Thursday, August 12, 2004

The narrative gift

I ran across this blog today, written by an infantry soldier in Iraq. In today's post he tells the story of being brought into the colonel's office and eventually congratulated on his writing. He starts out:
I never even knew what a Blog was until I read about them in an article in Time Magazine, about two months ago.

He says he doesn't know about sentence structure, and he shows it. (His profile shows an extensive and varied reading list, though.)

But his writing also shows that he's got the narrative gift. He uses colorful, concrete details to put the reader in the picture. I know what it's like to be a soldier called to visit the colonel, because he compares it to being called to visit the principal in high school, because he tells me how much he's sweating, because he shows me the colonel looking at the fat file of his blogging as the soldier waits. It's an engaging tale, and I was hooked through the whole thing, in spite of the fact that white type on a black screen makes my eyes jump around.

The narrative gift trumps bad grammar, trumps a lack of education, trumps a lack of connections, because the writer sees and experiences enough to bring the story home. A person can always go to college, learn grammar, network, but that gift is harder to develop in someone who doesn't get it naturally.

It's probably about as common as perfect pitch in music.

The sad thing is that a lot of people think that because the gift trumps grammar, they don't need to learn to write; because it trumps education, they don't need to read; because it trumps connections, they don't need to develop their social skills. And most of them don't have the gift to begin with.

I moderate an e-mail list for writers, and a young man, 17, wrote and asked for help with his novel. His e-mail was about five sentences long, and I had to read it six times to figure out what he wanted. I don't know if he had the gift or not--a 17-year-old writing a novel is impressive--but he was so crippled by his lack of language skills that he could barely communicate.

The other sad thing is that some people think that learning about writing can destroy the narrative gift, as if it were a sputtering little candle flame instead of something innate to one's makeup. Learning may change it, may make it easier for him to choose between the styles of Hunter S. Thompson and Ernest Hemingway (I doubt that he'll ever add Jane Austen to his pallette).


• _To do_:
Please produce an exact transcription of the lines from the one containing "Segment this screenshot: for" through the last line of the entries, leaving out every picture.

• _Task input_:
--
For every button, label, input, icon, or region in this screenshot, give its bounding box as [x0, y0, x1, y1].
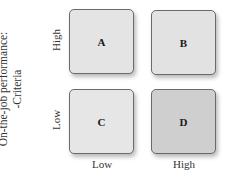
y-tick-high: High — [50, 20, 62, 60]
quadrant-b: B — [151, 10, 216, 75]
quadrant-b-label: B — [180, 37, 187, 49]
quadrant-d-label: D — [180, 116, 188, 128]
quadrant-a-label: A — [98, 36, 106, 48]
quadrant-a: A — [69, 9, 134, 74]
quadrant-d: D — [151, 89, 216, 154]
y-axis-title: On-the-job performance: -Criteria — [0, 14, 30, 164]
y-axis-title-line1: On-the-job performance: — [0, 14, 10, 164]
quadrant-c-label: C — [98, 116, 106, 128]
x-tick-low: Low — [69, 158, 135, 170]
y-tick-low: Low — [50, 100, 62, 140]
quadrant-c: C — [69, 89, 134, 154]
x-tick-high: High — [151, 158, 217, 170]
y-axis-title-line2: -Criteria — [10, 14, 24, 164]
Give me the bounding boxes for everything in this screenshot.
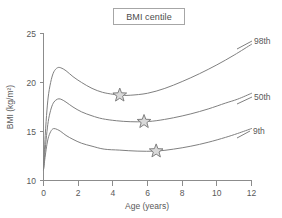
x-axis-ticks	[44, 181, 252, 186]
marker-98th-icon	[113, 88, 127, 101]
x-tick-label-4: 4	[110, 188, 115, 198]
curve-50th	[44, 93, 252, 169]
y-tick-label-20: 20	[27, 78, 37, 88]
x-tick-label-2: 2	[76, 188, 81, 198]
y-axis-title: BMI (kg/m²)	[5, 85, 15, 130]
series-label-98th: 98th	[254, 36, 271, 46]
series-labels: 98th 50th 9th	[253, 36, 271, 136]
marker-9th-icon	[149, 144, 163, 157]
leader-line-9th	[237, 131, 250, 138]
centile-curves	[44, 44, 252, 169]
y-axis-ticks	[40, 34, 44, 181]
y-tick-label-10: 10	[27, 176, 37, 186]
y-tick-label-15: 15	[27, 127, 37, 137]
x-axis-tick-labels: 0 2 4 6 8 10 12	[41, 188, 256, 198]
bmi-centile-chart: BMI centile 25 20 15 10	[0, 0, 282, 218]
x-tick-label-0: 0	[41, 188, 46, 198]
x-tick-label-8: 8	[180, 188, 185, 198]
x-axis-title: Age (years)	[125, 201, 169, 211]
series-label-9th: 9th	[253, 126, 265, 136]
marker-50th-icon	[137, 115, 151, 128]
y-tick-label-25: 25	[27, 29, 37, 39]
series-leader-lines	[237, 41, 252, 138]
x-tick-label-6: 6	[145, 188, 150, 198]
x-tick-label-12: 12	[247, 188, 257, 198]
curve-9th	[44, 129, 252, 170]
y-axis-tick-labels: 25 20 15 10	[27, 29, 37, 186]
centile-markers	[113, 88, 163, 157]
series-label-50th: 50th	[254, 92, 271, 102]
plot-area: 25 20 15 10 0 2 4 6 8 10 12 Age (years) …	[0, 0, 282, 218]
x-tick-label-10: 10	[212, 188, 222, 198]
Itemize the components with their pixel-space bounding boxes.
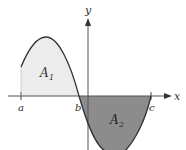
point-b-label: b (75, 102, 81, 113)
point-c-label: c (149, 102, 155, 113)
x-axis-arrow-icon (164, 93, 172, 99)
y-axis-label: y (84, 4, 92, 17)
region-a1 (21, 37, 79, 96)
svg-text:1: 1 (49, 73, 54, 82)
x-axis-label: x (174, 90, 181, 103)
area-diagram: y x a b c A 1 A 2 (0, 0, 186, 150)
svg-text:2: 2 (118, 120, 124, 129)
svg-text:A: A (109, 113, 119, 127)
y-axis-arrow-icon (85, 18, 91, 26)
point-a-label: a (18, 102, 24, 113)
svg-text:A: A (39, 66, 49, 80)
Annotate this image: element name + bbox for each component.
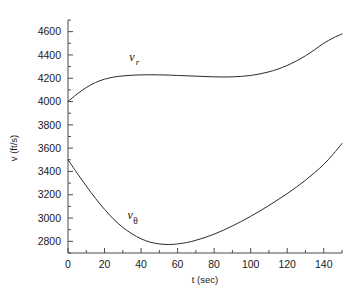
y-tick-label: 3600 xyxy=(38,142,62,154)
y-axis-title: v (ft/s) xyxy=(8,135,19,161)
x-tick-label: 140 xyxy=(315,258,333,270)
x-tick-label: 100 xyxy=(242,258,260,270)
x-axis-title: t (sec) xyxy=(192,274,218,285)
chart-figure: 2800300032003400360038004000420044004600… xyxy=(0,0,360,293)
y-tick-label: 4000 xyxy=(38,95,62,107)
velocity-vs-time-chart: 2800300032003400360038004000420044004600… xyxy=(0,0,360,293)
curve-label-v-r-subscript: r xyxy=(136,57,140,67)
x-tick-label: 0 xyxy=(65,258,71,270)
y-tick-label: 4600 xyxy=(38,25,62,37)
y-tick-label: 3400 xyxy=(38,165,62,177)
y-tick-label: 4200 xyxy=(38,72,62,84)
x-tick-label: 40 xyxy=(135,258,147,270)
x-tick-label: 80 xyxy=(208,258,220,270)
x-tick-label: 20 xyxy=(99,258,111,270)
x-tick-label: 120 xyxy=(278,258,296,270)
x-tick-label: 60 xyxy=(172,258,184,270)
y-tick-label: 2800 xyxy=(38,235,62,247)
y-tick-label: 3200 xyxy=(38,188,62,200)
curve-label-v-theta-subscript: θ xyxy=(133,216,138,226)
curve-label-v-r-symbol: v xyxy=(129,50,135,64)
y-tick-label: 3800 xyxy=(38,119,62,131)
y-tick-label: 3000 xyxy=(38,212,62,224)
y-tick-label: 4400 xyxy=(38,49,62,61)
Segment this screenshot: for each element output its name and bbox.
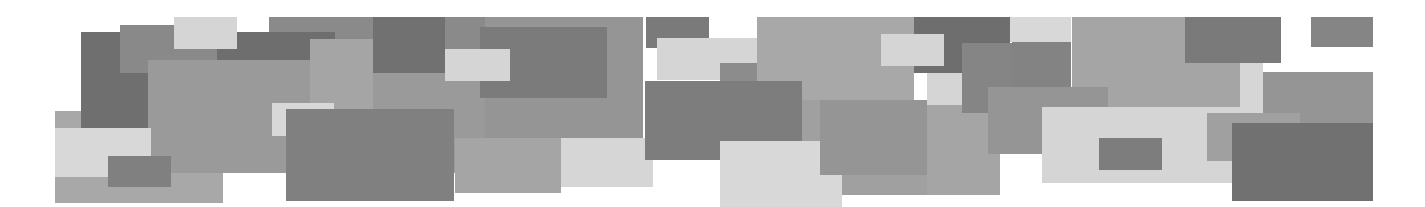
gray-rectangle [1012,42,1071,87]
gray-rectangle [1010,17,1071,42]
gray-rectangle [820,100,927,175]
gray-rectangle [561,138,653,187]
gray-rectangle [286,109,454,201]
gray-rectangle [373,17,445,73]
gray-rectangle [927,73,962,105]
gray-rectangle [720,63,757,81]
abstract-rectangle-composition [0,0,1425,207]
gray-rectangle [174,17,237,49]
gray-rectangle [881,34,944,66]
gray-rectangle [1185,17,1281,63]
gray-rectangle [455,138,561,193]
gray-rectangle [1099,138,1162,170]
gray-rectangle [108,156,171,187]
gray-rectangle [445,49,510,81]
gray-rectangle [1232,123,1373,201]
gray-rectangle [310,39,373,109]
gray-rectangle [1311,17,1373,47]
--
• _Written response_:
Segment this screenshot: for each element output its name and bbox.
gray-rectangle [1012,42,1071,87]
gray-rectangle [1010,17,1071,42]
gray-rectangle [820,100,927,175]
gray-rectangle [561,138,653,187]
gray-rectangle [286,109,454,201]
gray-rectangle [373,17,445,73]
gray-rectangle [927,73,962,105]
gray-rectangle [720,63,757,81]
abstract-rectangle-composition [0,0,1425,207]
gray-rectangle [174,17,237,49]
gray-rectangle [881,34,944,66]
gray-rectangle [1185,17,1281,63]
gray-rectangle [455,138,561,193]
gray-rectangle [1099,138,1162,170]
gray-rectangle [108,156,171,187]
gray-rectangle [445,49,510,81]
gray-rectangle [1232,123,1373,201]
gray-rectangle [310,39,373,109]
gray-rectangle [1311,17,1373,47]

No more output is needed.